Open rmlarose opened 2 years ago
This issue had no activity for 2 months, and will be closed in one week unless there is new activity. Cheers!
@rmlarose Do you mind clarifying statement 1 a bit more ?
What graph representation do you plan to use?
By definition for cliques to exist, the graph has to be undirected (which is also used in the paper linked above). Is your comment referring to choose some particular undirected graph representation (say bipartite, planar, non-planar, cyclic, non-cyclic etc.) ?
I think the one used in the linked paper is a bipartite graph after it has been converted to a graph coloring problem.
Hi @purva-thakre, I meant software representation of a graph (e.g., nx.Graph
or other).
Thanks ! I was overthinking it !
This issue had no activity for 2 months, and will be closed in one week unless there is new activity. Cheers!
This issue had no activity for 4 months, and will be closed in 2 weeks unless there is new activity. Cheers!
Currently,
Observable
partitioning (grouping the observable'sPauliString
s into simultaneously measurable sets) is done by a greedy algorithm. There are many ways to do such a partitioning, and we should support more. One way is representing theObservable
as a graph and finding the minimum clique cover (MCC) as described in this paper https://arxiv.org/pdf/1907.03358.pdf. Figure 1, copied below, describes the setupand the paper lists several heuristic algorithms for MCC, some of which (the Ramsey algorithm) are in networkx.
This issue could use a short RFC outlining
This issue can be considered closed by a method
Observable.partition_mcc
which groups theObservable
sPauliString
s intoPauliStringCollection
s via the MCC method described above.For reference, the current greedy partitioning is below.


**WORK TO BE COMPLETED**
Pull every line that includes the word "acre" out of the data below and copy it.

**DATA SECTION**
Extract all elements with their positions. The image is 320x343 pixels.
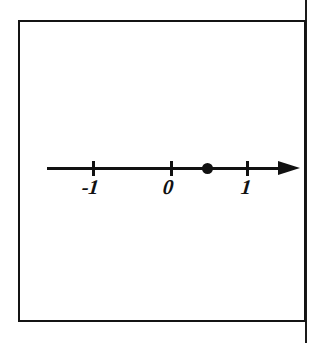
tick-mark-zero — [170, 161, 173, 176]
tick-label-one: 1 — [240, 177, 252, 198]
tick-mark-one — [246, 161, 249, 176]
figure-frame: -1 0 1 — [18, 20, 306, 322]
tick-label-minus-one: -1 — [81, 177, 100, 198]
plotted-point — [202, 163, 213, 174]
figure-page: -1 0 1 — [0, 0, 320, 343]
tick-mark-minus-one — [92, 161, 95, 176]
tick-label-zero: 0 — [162, 177, 174, 198]
number-line-diagram: -1 0 1 — [20, 22, 304, 320]
number-line-axis — [47, 167, 285, 170]
arrow-right-icon — [278, 161, 300, 175]
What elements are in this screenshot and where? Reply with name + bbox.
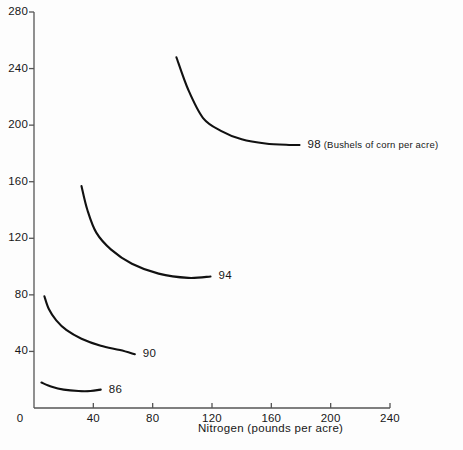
- curve-label-90: 90: [143, 347, 156, 359]
- y-axis-tick-label: 80: [0, 288, 28, 300]
- y-axis-tick-label: 200: [0, 118, 28, 130]
- curve-label-94: 94: [219, 269, 232, 281]
- curve-98: [176, 57, 299, 145]
- curve-94: [81, 186, 210, 278]
- nitrogen-corn-yield-chart: 04080120160200240280 4080120160200240 98…: [0, 0, 463, 450]
- y-axis-tick-label: 40: [0, 344, 28, 356]
- y-axis-ticks: [29, 12, 34, 351]
- x-axis-ticks: [93, 403, 390, 408]
- y-axis-tick-label: 120: [0, 231, 28, 243]
- plot-area: [0, 0, 463, 450]
- x-axis-tick-label: 80: [133, 412, 173, 424]
- curve-label-value: 98: [308, 138, 321, 150]
- x-axis-tick-label: 240: [370, 412, 410, 424]
- y-axis-tick-label: 0: [0, 412, 40, 424]
- curve-90: [44, 296, 134, 354]
- x-axis-tick-label: 40: [73, 412, 113, 424]
- curve-86: [41, 383, 100, 392]
- curve-label-value: 86: [109, 383, 122, 395]
- curve-label-unit-note: (Bushels of corn per acre): [321, 139, 438, 150]
- curve-label-98: 98 (Bushels of corn per acre): [308, 138, 439, 150]
- y-axis-tick-label: 280: [0, 5, 28, 17]
- data-curves: [41, 57, 299, 391]
- curve-label-value: 94: [219, 269, 232, 281]
- y-axis-tick-label: 240: [0, 62, 28, 74]
- y-axis-tick-label: 160: [0, 175, 28, 187]
- x-axis-title: Nitrogen (pounds per acre): [198, 422, 343, 434]
- curve-label-value: 90: [143, 347, 156, 359]
- curve-label-86: 86: [109, 383, 122, 395]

**RESULT**
- curve-label-unit-note: (Bushels of corn per acre): [321, 139, 438, 150]
- curve-label-98: 98 (Bushels of corn per acre): [308, 138, 439, 150]
- x-axis-title: Nitrogen (pounds per acre): [198, 422, 343, 434]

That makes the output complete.